As I move into my sixth decade of life, I’m posting a series of stories from my past. This is part of that series.
A few weeks ago, as I waled to the coffee shop where I spend a lot of my writing time, a woman coming the other way pointed to me and said “Tacit Rainbow!”
Normally I answer people who randomly greet me on the street (when you wear bunny ears everywhere you go, this happens a lot), but on this occasion I was so gobsmacked I just stood there with my mouth hanging open until she’d passed.
So, a little backstory. “Tacit Rainbow” was the code name for a US Air Force project in the 80s and 90s. The plan was to create a cruise missile that could be launched near suspected enemy surface-to-air missile batteries, to replace Wild Weasel pilots.
The missle (by today’s standards, it would be considered a cross between a missle and a drone) would loiter, flying circles around the area until the enemy activated its anti-aircraft radar. At that point, the Tacit Rainbow would automatically lock on to the enemy radar and follow it down, destroying the SAM battery’s control and tracking capability.

AGM-136 Tacit Rainbow, the only one left in the world, on display in a museum. The Tacit Rainbow was the world’s first loitering munition.

Flight test of an early Tacit Rainbow prototype. It has two sets of wings to give it tons of lift for extended loiter.
The Tacit Rainbow project was canceled some time in the early 90s without ever going into production. I wasn’t particularly a military buff or anything, but when I heard about the project in the 1980s, I really liked the way those two words, “Tacit Rainbow,” sounded together. I adopted Tacit Rainbow as my handle on old-school computer BBS systems. For a time, more people knew me as Tacit Rainbow than knew my real name.
Thing is, I only used that name from about 1988 to about 1996 or 1997 or so. Classic computer bulletin board systems were text-only, no graphics. To my knowledge, there are no photos of me from those days attached to the name “Tacit Rainbow.”
Not that it would matter. I looked a lot different back then. Here’s a photo of me from the days I ran a BBS called a/L/T/E/R r/E/A/L/I/T/Y:

Today, not only have I not used the name Tacit Rainbow in 30 years, the only vestige remaining is my AOL email address “tacitr”. I got that email address in 1992, truncating it because at the time AOL dodn’t allow names as long as “Tacit Rainbow.” I still have it, and even still use it occasionally.
The idea that someone randomly wandering down the street would recognize me from a computer BBS handle I used thirty years ago was so jaw-droppingly improbable I just stood rooted in place until she was gone.
Had I had my wits about me, I would have been like, “Wait, hang on, do we know each other? Were you a BBS regular back in the day? How on earth do you know that name?”
Somewhere around, I don’t know, 1998 or 1999 or so, I was sitting in front of my computer when a chat window popped up asking me if the name “tacitr” came from Tacit Rainbow. When I said it did, the guy was like “OMG, were you on the project at Northrop? I was one of the lead engineers, retired after it got canceled. Did we work together?”
I explained that I wasn’t part of it but I knew about it and took my name from it because I liked the way those words sounded together, and we ended up chatting for about two or three hours. Really interesting guy. The project was fascinating and had some incredibly advanced avionics for the time, though apparently it was plagued by mismanagement, which is apparently one of the biggest reasons the DoD canceled it.
I still would dearly love to know why a random woman on a random street in Portland looked at me and said “Tacit Rainbow!” There’s a story there I will likely never know.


What the exercise asks - Where an entry contains an image, leave the image out; restate everything else exactly.

Records for the task -

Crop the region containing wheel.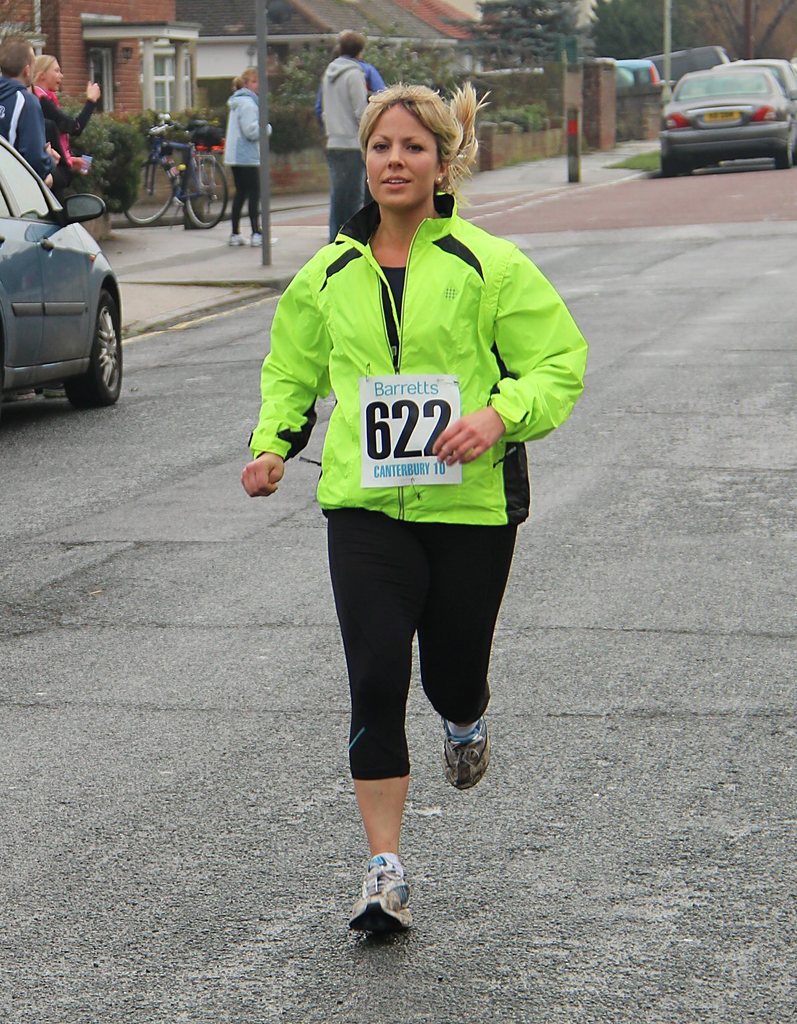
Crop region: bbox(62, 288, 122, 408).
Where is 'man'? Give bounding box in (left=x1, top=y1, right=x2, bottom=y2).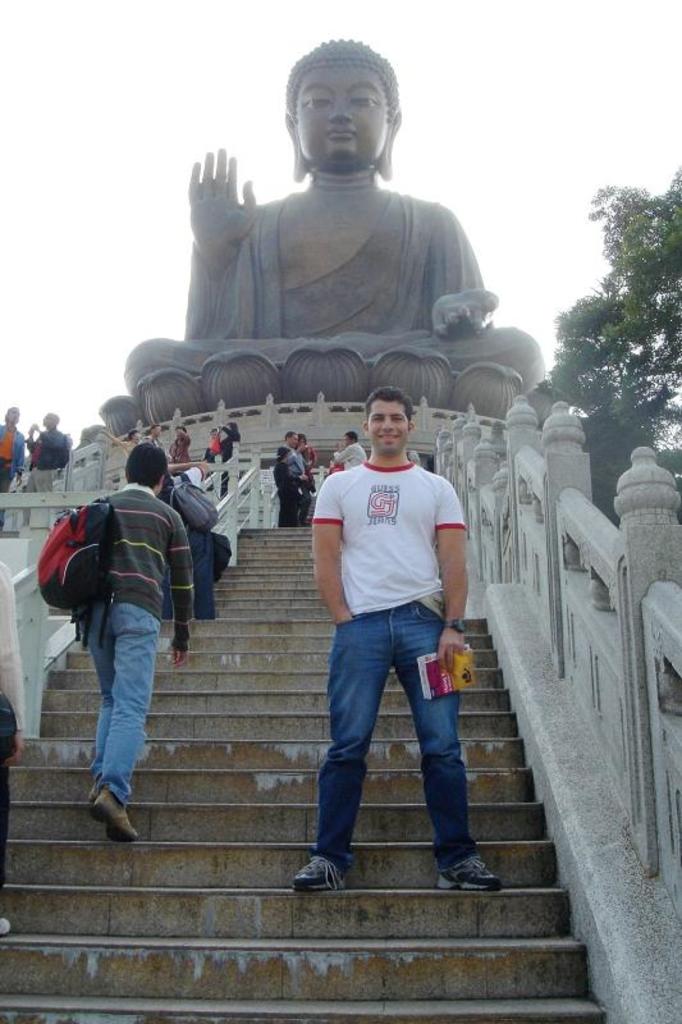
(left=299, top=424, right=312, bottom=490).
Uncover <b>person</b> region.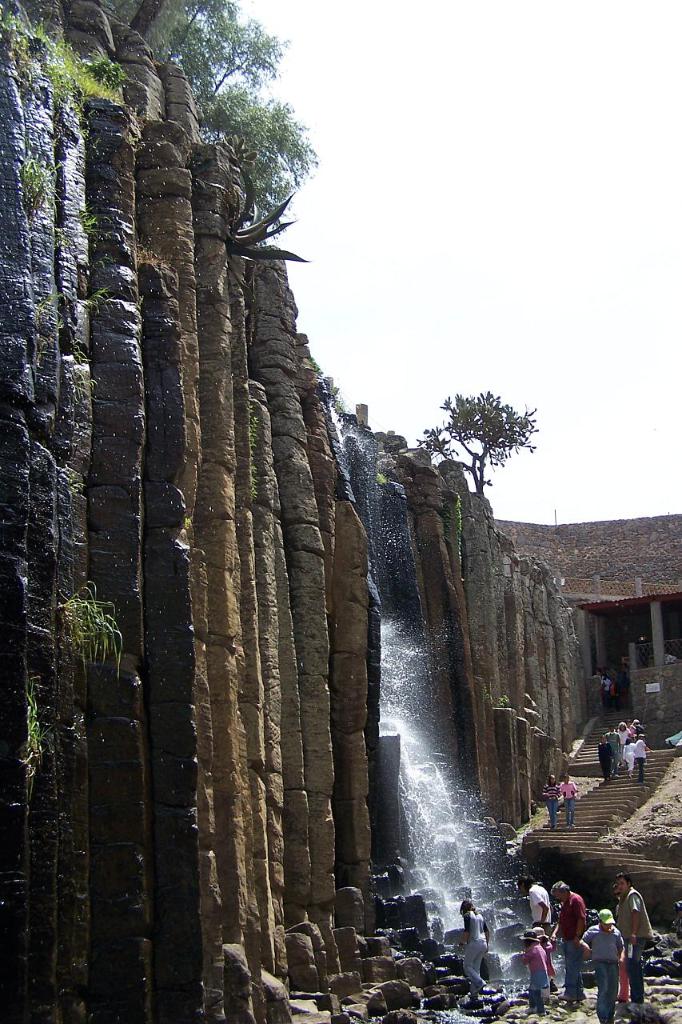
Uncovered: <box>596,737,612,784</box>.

Result -
Crop the region containing wheel.
Crop region: bbox(62, 288, 122, 408).
Where is 'man'? Give bounding box in (left=x1, top=y1, right=x2, bottom=y2).
(left=299, top=424, right=312, bottom=490).
Uncover <b>person</b> region.
Uncovered: <box>596,737,612,784</box>.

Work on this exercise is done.